Data art does not demonize disorder [50], but does not necessarily glorify it either – the focus

is on repurposing data to emphasize narratives invisible through the classical informational

patterns regardless of their format.

Possibly the most fundamental role of data art is to question information indexicality as we

currently know it and the cognitive structures it demands. As Chun puts it: “could it be that

rather than resort to maps, we need to immerse ourselves in networked flows - time-based

movements that both underlie and frustrate maps?” (Chun, Programmed Visions: Software

and Memory 75).

However, Chun’s suggestion entails a somehow radical approach and an intermediate

standpoint might prove to be more reasonable and, eventually, more fruitful. If one can only

derive meaning from what is partially new and partially familiar (Terranova, Network

Culture: Politics for the Information Age 14) and data art is not averse to meaning (as an

distinct entity from information), then a certain degree of indexicality (regardless of how

minimal) which enables a direct correspondence to reality in a standard manner might be

required in data art projects in order not to alienate the public, but instead truly engage them

in the exploration of alternative meanings deriving from data [51]. While not being totally

disruptive towards the mapping process and respective indexicality, such an approach does

not undermine the role of data art as art either as it leaves plenty of space for exploration

towards different directions having data as a vehicle.

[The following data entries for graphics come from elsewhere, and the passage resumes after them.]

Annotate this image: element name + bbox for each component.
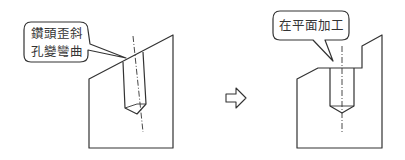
right-arrow-icon xyxy=(226,88,246,108)
left-callout-text-1: 鑽頭歪斜 xyxy=(31,25,83,42)
left-callout-text-2: 孔變彎曲 xyxy=(31,43,83,60)
diagram-canvas xyxy=(0,0,405,160)
right-workpiece xyxy=(297,35,382,148)
right-callout-text: 在平面加工 xyxy=(279,17,344,34)
left-centerline xyxy=(133,36,143,132)
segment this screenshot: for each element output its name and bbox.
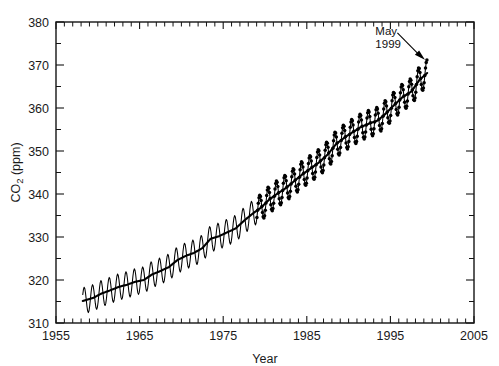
- data-point: [381, 114, 385, 118]
- data-point: [385, 110, 389, 114]
- y-tick-label: 320: [28, 274, 49, 288]
- data-point: [422, 86, 426, 90]
- data-point: [349, 126, 353, 130]
- data-point: [264, 209, 268, 213]
- data-point: [339, 139, 343, 143]
- data-point: [410, 83, 414, 87]
- data-point: [259, 199, 263, 203]
- data-point: [418, 71, 422, 75]
- x-tick-label: 1975: [209, 329, 237, 343]
- data-point: [405, 104, 409, 108]
- data-point: [422, 81, 426, 85]
- data-point: [323, 156, 327, 160]
- data-point: [334, 131, 338, 135]
- data-point: [268, 197, 272, 201]
- data-point: [395, 108, 399, 112]
- data-point: [424, 66, 428, 70]
- data-point: [388, 119, 392, 123]
- y-tick-label: 360: [28, 102, 49, 116]
- data-point: [380, 127, 384, 131]
- y-tick-label: 350: [28, 145, 49, 159]
- data-point: [332, 139, 336, 143]
- data-point: [322, 163, 326, 167]
- data-point: [318, 153, 322, 157]
- y-tick-label: 370: [28, 59, 49, 73]
- data-point: [319, 165, 323, 169]
- data-point: [397, 106, 401, 110]
- data-point: [293, 178, 297, 182]
- data-point: [347, 140, 351, 144]
- data-point: [267, 187, 271, 191]
- data-point: [306, 169, 310, 173]
- x-axis-title: Year: [252, 352, 277, 366]
- data-point: [282, 181, 286, 185]
- y-tick-label: 310: [28, 317, 49, 331]
- data-point: [376, 107, 380, 111]
- y-axis-title-base: CO: [9, 184, 23, 203]
- data-point: [363, 135, 367, 139]
- data-point: [301, 165, 305, 169]
- data-point: [255, 216, 259, 220]
- data-point: [389, 114, 393, 118]
- chart-canvas: 195519651975198519952005 310320330340350…: [0, 0, 499, 366]
- data-point: [407, 85, 411, 89]
- data-point: [284, 179, 288, 183]
- data-point: [367, 110, 371, 114]
- data-point: [335, 141, 339, 145]
- data-point: [315, 156, 319, 160]
- data-point: [385, 104, 389, 108]
- y-axis-title-unit: (ppm): [9, 142, 23, 178]
- data-point: [310, 159, 314, 163]
- data-point: [415, 75, 419, 79]
- data-point: [327, 151, 331, 155]
- data-point: [313, 175, 317, 179]
- data-point: [326, 145, 330, 149]
- data-point: [298, 175, 302, 179]
- data-point: [357, 120, 361, 124]
- data-point: [260, 205, 264, 209]
- x-tick-label: 1985: [293, 329, 321, 343]
- data-point: [280, 196, 284, 200]
- data-point: [417, 67, 421, 71]
- data-point: [423, 74, 427, 78]
- data-point: [297, 183, 301, 187]
- data-point: [314, 163, 318, 167]
- data-point: [340, 131, 344, 135]
- svg-text:CO2 (ppm): CO2 (ppm): [9, 142, 25, 202]
- data-point: [264, 201, 268, 205]
- data-point: [310, 165, 314, 169]
- data-point: [343, 129, 347, 133]
- data-point: [377, 118, 381, 122]
- data-point: [321, 169, 325, 173]
- data-point: [406, 92, 410, 96]
- data-point: [330, 154, 334, 158]
- data-point: [289, 189, 293, 193]
- data-point: [272, 202, 276, 206]
- data-point: [386, 116, 390, 120]
- x-tick-label: 1995: [376, 329, 404, 343]
- data-point: [263, 214, 267, 218]
- data-point: [406, 99, 410, 103]
- data-point: [319, 159, 323, 163]
- data-point: [376, 112, 380, 116]
- data-point: [390, 99, 394, 103]
- data-point: [368, 115, 372, 119]
- data-point: [293, 172, 297, 176]
- data-point: [394, 102, 398, 106]
- y-tick-label: 340: [28, 188, 49, 202]
- data-point: [352, 129, 356, 133]
- y-tick-label: 380: [28, 16, 49, 30]
- data-point: [302, 171, 306, 175]
- data-point: [305, 176, 309, 180]
- data-point: [290, 175, 294, 179]
- data-point: [317, 149, 321, 153]
- data-point: [409, 78, 413, 82]
- data-point: [381, 122, 385, 126]
- data-point: [285, 185, 289, 189]
- data-point: [309, 155, 313, 159]
- data-point: [397, 111, 401, 115]
- data-point: [314, 170, 318, 174]
- y-axis-title: CO2 (ppm): [9, 142, 25, 202]
- data-point: [256, 209, 260, 213]
- data-point: [339, 146, 343, 150]
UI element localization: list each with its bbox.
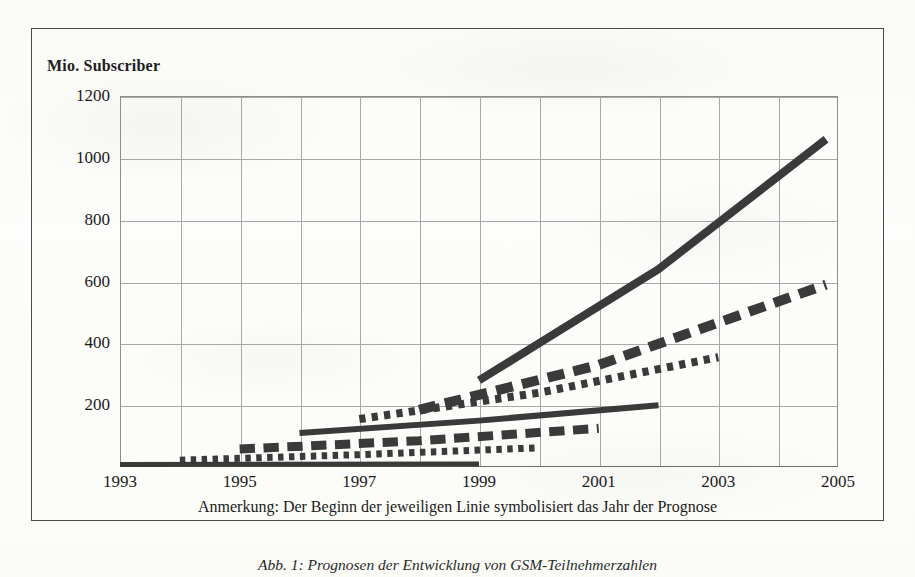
gridline-horizontal [121,221,837,222]
y-tick-label: 1200 [48,86,110,106]
x-tick-label: 2005 [802,472,874,492]
y-tick-label: 200 [48,395,110,415]
gridline-vertical [660,97,661,466]
gridline-vertical [360,97,361,466]
x-tick-label: 1995 [204,472,276,492]
figure-caption: Abb. 1: Prognosen der Entwicklung von GS… [31,556,884,574]
x-tick-label: 1993 [84,472,156,492]
x-tick-label: 1997 [323,472,395,492]
x-tick-label: 2001 [563,472,635,492]
y-axis-tick-labels: 12001000800600400200 [46,96,110,467]
x-tick-label: 1999 [443,472,515,492]
x-axis-tick-labels: 1993199519971999200120032005 [120,472,838,498]
gridline-vertical [600,97,601,466]
y-tick-label: 400 [48,333,110,353]
x-tick-label: 2003 [682,472,754,492]
chart-note: Anmerkung: Der Beginn der jeweiligen Lin… [31,498,884,516]
gridline-vertical [540,97,541,466]
y-axis-title: Mio. Subscriber [47,57,160,75]
gridline-vertical [779,97,780,466]
gridline-vertical [181,97,182,466]
gridline-vertical [420,97,421,466]
gridline-horizontal [121,406,837,407]
gridline-horizontal [121,97,837,98]
gridline-horizontal [121,283,837,284]
gridline-vertical [301,97,302,466]
y-tick-label: 800 [48,210,110,230]
y-tick-label: 1000 [48,148,110,168]
y-tick-label: 600 [48,272,110,292]
gridline-horizontal [121,344,837,345]
gridline-horizontal [121,159,837,160]
gridline-vertical [480,97,481,466]
gridline-vertical [241,97,242,466]
gridline-vertical [719,97,720,466]
plot-area [120,96,838,467]
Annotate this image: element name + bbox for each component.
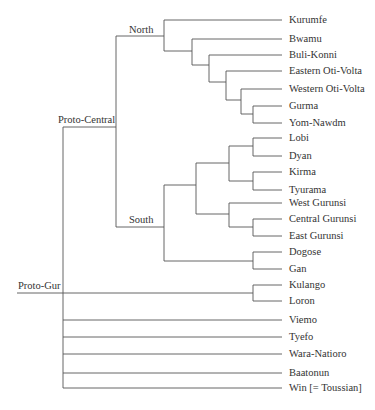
leaf-label: Dyan xyxy=(289,150,312,162)
leaf-label: Win [= Toussian] xyxy=(289,382,362,394)
leaf-label: Gurma xyxy=(289,100,318,112)
leaf-label: Central Gurunsi xyxy=(289,213,356,225)
node-label-proto-gur: Proto-Gur xyxy=(18,280,61,292)
leaf-label: Viemo xyxy=(289,314,317,326)
leaf-label: Dogose xyxy=(289,246,321,258)
leaf-label: Gan xyxy=(289,263,307,275)
leaf-label: Loron xyxy=(289,295,315,307)
node-label-north: North xyxy=(129,24,154,36)
node-label-proto-central: Proto-Central xyxy=(58,114,115,126)
leaf-label: Wara-Natioro xyxy=(289,348,346,360)
leaf-label: Eastern Oti-Volta xyxy=(289,65,362,77)
leaf-label: Bwamu xyxy=(289,33,322,45)
leaf-label: Kurumfe xyxy=(289,14,327,26)
leaf-label: Tyurama xyxy=(289,184,326,196)
leaf-label: Kirma xyxy=(289,166,316,178)
leaf-label: Buli-Konni xyxy=(289,49,337,61)
leaf-label: Kulango xyxy=(289,279,325,291)
node-label-south: South xyxy=(129,214,154,226)
leaf-label: East Gurunsi xyxy=(289,230,344,242)
leaf-label: Western Oti-Volta xyxy=(289,83,365,95)
leaf-label: Yom-Nawdm xyxy=(289,117,346,129)
leaf-label: Lobi xyxy=(289,132,309,144)
leaf-label: Tyefo xyxy=(289,331,313,343)
leaf-label: West Gurunsi xyxy=(289,197,346,209)
leaf-label: Baatonun xyxy=(289,367,329,379)
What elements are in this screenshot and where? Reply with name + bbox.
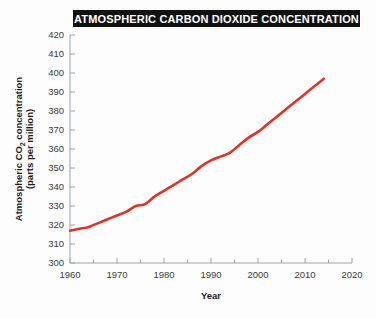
x-tick-label: 2000 <box>247 269 268 280</box>
x-axis-title: Year <box>201 290 221 301</box>
chart-plot: 300310320330340350360370380390400410420 … <box>0 0 376 318</box>
y-tick-label: 330 <box>48 200 64 211</box>
y-tick-label: 320 <box>48 219 64 230</box>
y-tick-label: 340 <box>48 181 64 192</box>
x-tick-label: 1980 <box>153 269 174 280</box>
y-tick-label: 420 <box>48 29 64 40</box>
y-tick-label: 310 <box>48 238 64 249</box>
y-tick-label: 370 <box>48 124 64 135</box>
x-tick-label: 1990 <box>200 269 221 280</box>
y-tick-label: 400 <box>48 67 64 78</box>
y-axis: 300310320330340350360370380390400410420 <box>48 29 75 268</box>
figure-container: ATMOSPHERIC CARBON DIOXIDE CONCENTRATION… <box>0 0 376 318</box>
y-tick-label: 360 <box>48 143 64 154</box>
y-axis-title: Atmospheric CO2 concentration (parts per… <box>13 77 35 222</box>
x-tick-label: 2020 <box>341 269 362 280</box>
y-tick-label: 300 <box>48 257 64 268</box>
y-tick-label: 350 <box>48 162 64 173</box>
x-tick-label: 1960 <box>59 269 80 280</box>
co2-data-line <box>70 79 324 231</box>
y-tick-label: 410 <box>48 48 64 59</box>
x-axis: 1960197019801990200020102020 <box>59 258 362 280</box>
y-tick-label: 380 <box>48 105 64 116</box>
x-tick-label: 1970 <box>106 269 127 280</box>
y-axis-title-line2: (parts per million) <box>24 109 35 189</box>
y-tick-label: 390 <box>48 86 64 97</box>
x-tick-label: 2010 <box>294 269 315 280</box>
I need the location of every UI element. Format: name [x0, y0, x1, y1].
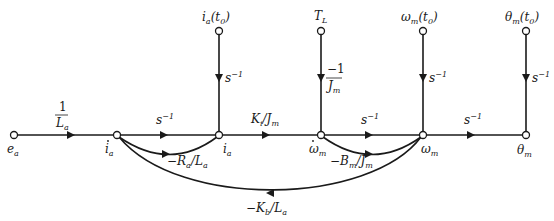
node-ia-t0 — [216, 28, 223, 35]
arrow-icon — [67, 131, 75, 139]
label-TL: TL — [314, 9, 327, 25]
label-thm: θm — [517, 143, 532, 159]
label-thm-t0: θm(t0) — [505, 10, 539, 26]
node-wm — [420, 132, 427, 139]
node-iadot — [114, 132, 121, 139]
gain-ia-wmdot: Ki/Jm — [250, 112, 279, 128]
gain-wm-iadot-fb: −Kb/La — [246, 201, 287, 217]
gain-iadot-ia: s−1 — [156, 112, 174, 127]
arrow-icon — [160, 131, 168, 139]
arrow-icon — [419, 74, 427, 82]
arrow-icon — [365, 131, 373, 139]
gain-thm-t0-thm: s−1 — [532, 70, 550, 85]
gain-TL-wmdot-den: Jm — [325, 79, 341, 95]
gain-ia-t0-ia: s−1 — [225, 70, 243, 85]
label-ea: ea — [7, 142, 19, 158]
node-thm — [523, 132, 530, 139]
label-ia-t0: ia(t0) — [202, 10, 230, 26]
arrow-icon — [215, 74, 223, 82]
node-thm-t0 — [523, 28, 530, 35]
arrow-icon — [365, 150, 373, 158]
gain-ea-iadot-num: 1 — [59, 100, 67, 114]
gain-ia-iadot-fb: −Ra/La — [167, 154, 208, 170]
signal-flow-graph: ea ia ia ωm ωm θm ia(t0) TL ωm(t0) θm(t0… — [0, 0, 554, 221]
gain-wmdot-wm: s−1 — [361, 112, 379, 127]
arrow-icon — [522, 74, 530, 82]
label-wm: ωm — [421, 142, 439, 158]
derivative-dot — [312, 140, 314, 142]
arrow-icon — [262, 131, 270, 139]
gain-TL-wmdot-num: −1 — [327, 62, 345, 76]
arrow-icon — [467, 131, 475, 139]
arrow-icon — [317, 74, 325, 82]
node-ea — [11, 132, 18, 139]
branch-wm-to-iadot-feedback — [119, 137, 421, 190]
node-ia — [216, 132, 223, 139]
node-TL — [318, 28, 325, 35]
node-wmdot — [318, 132, 325, 139]
node-wm-t0 — [420, 28, 427, 35]
label-wm-t0: ωm(t0) — [401, 10, 438, 26]
gain-wm-t0-wm: s−1 — [429, 70, 447, 85]
derivative-dot — [107, 140, 109, 142]
gain-ea-iadot-den: La — [55, 116, 69, 132]
gain-wm-thm: s−1 — [464, 112, 482, 127]
label-wmdot: ωm — [309, 142, 327, 158]
label-ia: ia — [223, 142, 232, 158]
label-iadot: ia — [105, 142, 114, 158]
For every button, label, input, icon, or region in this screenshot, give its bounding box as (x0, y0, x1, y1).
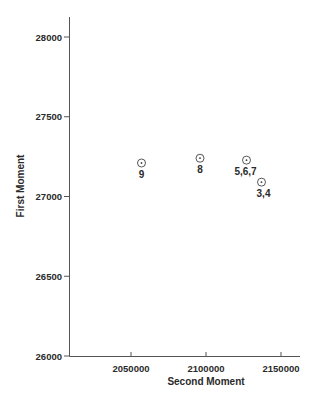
point-label: 9 (139, 169, 145, 180)
point-label: 8 (197, 164, 203, 175)
data-point: 5,6,7 (234, 156, 257, 177)
x-tick-label: 2150000 (263, 363, 300, 374)
x-ticks: 205000021000002150000 (113, 352, 300, 374)
center-dot-icon (246, 159, 248, 161)
y-ticks: 2600026500270002750028000 (36, 32, 70, 362)
y-tick-label: 27500 (36, 111, 62, 122)
y-axis-label: First Moment (15, 154, 26, 217)
center-dot-icon (199, 157, 201, 159)
y-tick-label: 28000 (36, 32, 62, 43)
y-tick-label: 26500 (36, 271, 62, 282)
y-tick-label: 26000 (36, 351, 62, 362)
y-tick-label: 27000 (36, 191, 62, 202)
axes (70, 17, 301, 357)
scatter-chart: 2600026500270002750028000 20500002100000… (0, 0, 316, 402)
data-point: 3,4 (257, 178, 271, 199)
x-tick-label: 2100000 (188, 363, 225, 374)
data-point: 8 (196, 154, 204, 175)
point-label: 5,6,7 (234, 166, 257, 177)
data-points: 985,6,73,4 (138, 154, 271, 199)
center-dot-icon (141, 162, 143, 164)
x-tick-label: 2050000 (113, 363, 150, 374)
point-label: 3,4 (257, 188, 271, 199)
center-dot-icon (261, 181, 263, 183)
x-axis-label: Second Moment (167, 376, 245, 387)
data-point: 9 (138, 159, 146, 180)
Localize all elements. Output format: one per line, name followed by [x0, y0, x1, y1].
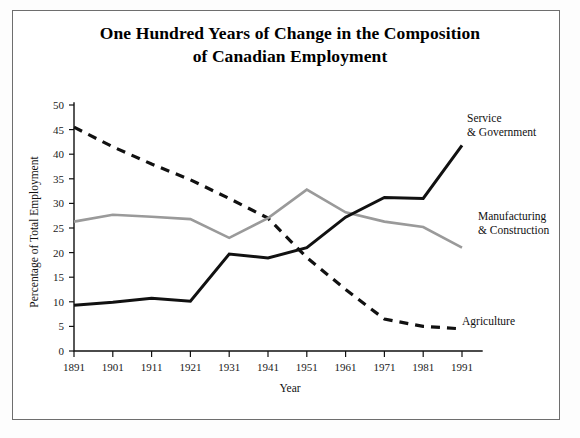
x-tick-label: 1911: [141, 361, 163, 373]
series-label-agriculture-line-1: Agriculture: [462, 315, 515, 328]
x-tick-labels: 1891190119111921193119411951196119711981…: [63, 361, 473, 373]
series-label-agriculture: Agriculture: [462, 315, 515, 328]
x-tick-label: 1991: [451, 361, 473, 373]
figure-container: One Hundred Years of Change in the Compo…: [0, 0, 580, 438]
y-tick-label: 5: [59, 320, 65, 332]
y-tick-marks: [69, 105, 74, 351]
series-label-manufacturing-line-2: & Construction: [478, 224, 549, 236]
x-tick-label: 1961: [335, 361, 357, 373]
y-tick-label: 35: [53, 173, 65, 185]
x-tick-marks: [74, 351, 462, 357]
series-label-service-line-2: & Government: [467, 126, 537, 138]
series-label-manufacturing-line-1: Manufacturing: [478, 210, 547, 223]
y-axis-title: Percentage of Total Employment: [28, 156, 41, 308]
x-tick-label: 1921: [179, 361, 201, 373]
series-line-agriculture: [74, 127, 462, 329]
x-axis-title: Year: [279, 382, 300, 394]
x-tick-label: 1931: [218, 361, 240, 373]
x-tick-label: 1951: [296, 361, 318, 373]
y-tick-label: 10: [53, 296, 65, 308]
x-tick-label: 1971: [373, 361, 395, 373]
axes: 05101520253035404550 1891190119111921193…: [53, 99, 482, 373]
x-tick-label: 1891: [63, 361, 85, 373]
y-tick-label: 45: [53, 124, 65, 136]
data-series-group: [74, 127, 462, 329]
chart-plot: 05101520253035404550 1891190119111921193…: [0, 0, 580, 438]
x-tick-label: 1901: [102, 361, 124, 373]
y-tick-label: 40: [53, 148, 65, 160]
y-tick-label: 25: [53, 222, 65, 234]
y-tick-label: 30: [53, 197, 65, 209]
series-label-service-line-1: Service: [467, 112, 501, 124]
series-label-service: Service & Government: [467, 112, 537, 138]
x-tick-label: 1981: [412, 361, 434, 373]
y-tick-label: 20: [53, 247, 65, 259]
x-tick-label: 1941: [257, 361, 279, 373]
y-tick-labels: 05101520253035404550: [53, 99, 65, 357]
y-tick-label: 50: [53, 99, 65, 111]
y-tick-label: 15: [53, 271, 65, 283]
series-label-manufacturing: Manufacturing & Construction: [478, 210, 549, 236]
y-tick-label: 0: [59, 345, 65, 357]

If information visualization aims at enriching the density of data displays and escaping the

flatlands of the two-dimensional paper and computer screen (Tufte, Envisioning

Information 33), then data art should perhaps focus on deflating datasets and creating

alternative landscapes.

[50] As it was the case with cybernetics which “made an angel of control and a devil of disorder”

(Galison 40).

[51] In one of the data art projects referred in section 5.1 (Invisible Airs), the artists concluded that the

public was not able to engage with the most conceptual contraptions which might reinforce this idea

that a certain degree of indexicality through the means of the traditional mapping process is still a

requirement for the extraction of meaning from data art projects.